Favourite photo? Our latest issue has a photo spread of the recent Remembrance Day ceremonies. The community hall was packed.

Down-page treat? One of my favourite things is to profile an artist on Flin Flon’s art scene. It goes back to old mining-company hiring practices, where playing an instrument or doing something that contributes to the community would increase your chances of getting hired.

Next big event? A year ago, birth-care was suspended from Flin Flon General Hospital. Since November, as far as we can tell, there have been no births here. Young women and families have to travel out of town to the nearest maternity ward. A group in Flin Flon has organised a march to raise awareness.

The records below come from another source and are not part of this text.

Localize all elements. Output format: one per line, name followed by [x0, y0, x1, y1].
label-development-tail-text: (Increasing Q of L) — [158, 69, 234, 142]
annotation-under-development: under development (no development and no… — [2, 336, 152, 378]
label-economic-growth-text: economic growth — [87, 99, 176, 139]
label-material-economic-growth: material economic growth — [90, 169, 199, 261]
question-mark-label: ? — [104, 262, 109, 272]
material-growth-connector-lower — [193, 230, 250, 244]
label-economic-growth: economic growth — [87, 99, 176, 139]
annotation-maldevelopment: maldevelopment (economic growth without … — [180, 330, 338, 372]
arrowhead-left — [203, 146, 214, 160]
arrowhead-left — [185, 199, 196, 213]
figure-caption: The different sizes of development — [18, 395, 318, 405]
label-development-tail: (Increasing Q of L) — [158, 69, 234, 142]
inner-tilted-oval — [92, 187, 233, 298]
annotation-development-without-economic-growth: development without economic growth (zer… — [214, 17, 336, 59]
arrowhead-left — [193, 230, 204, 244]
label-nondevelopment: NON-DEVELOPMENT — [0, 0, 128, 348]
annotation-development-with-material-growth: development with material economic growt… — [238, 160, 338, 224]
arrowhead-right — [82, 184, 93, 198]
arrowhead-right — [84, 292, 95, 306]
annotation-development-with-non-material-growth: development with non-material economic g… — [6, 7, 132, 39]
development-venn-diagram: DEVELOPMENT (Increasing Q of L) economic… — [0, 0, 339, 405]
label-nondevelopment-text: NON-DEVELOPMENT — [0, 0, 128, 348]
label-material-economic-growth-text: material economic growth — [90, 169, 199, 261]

Wardrobe update / Barena Archivo 1993

Pick of the litter

Barena is feeling thrifty. The Venetian workwear and tailoring brand has launched a collection of patchwork jackets, double-breasted blazers and finely checked trousers, all made from finepezza (deadstock) fabrics. The line’s name, Archivio 1993, references the year Barena was founded but the materials used – pulled from the brand’s extensive archives – date from the 1960s to the early 2000s.

“I launched the collection because I want to talk about who we are, and who we have been in these 26 years, through a product,” says Massimo Pigozzo, Barena’s creative director of menswear. “I tried to give [the range] a contemporary cut: classic fabrics of sartorial heritage with modern shapes.” At a time when the fashion industry is grappling with how to minimise waste, it’s a fine example of turning discarded swatches into fresh, covetable clothes. Browse the collection at 18 Montrose in London, The Next Door in Paris, Vancouver’s Roden Gray and Beaker Seoul.

MODERN ETIQUETTE / EDITION 31

Can I tell my hipster friends I loathe natural wine and artisanal gin?

You’re not alone, dear reader. Mr Etiquette has politely sat through his share of sour saison and carafes of farty, fizzy natural wine. It’s high time we spoke up when the product – as often happens – falls short of the story we’re told (or sold?) about it. But it can be hard. The buzzwords all sound so alluring: wouldn’t it be nice to only consume things labelled small-batch, low-intervention, locally made or unicorn-picked (or whatever)? We’re all in agreement that fewer fertilisers, better farming practices and fresh ingredients are great – but that doesn’t mean that food and drink produced this way always tastes nice. We shouldn’t swallow it any more. Make mine a Gordons and tonic – and something for Mr Tiddly while you’re at it.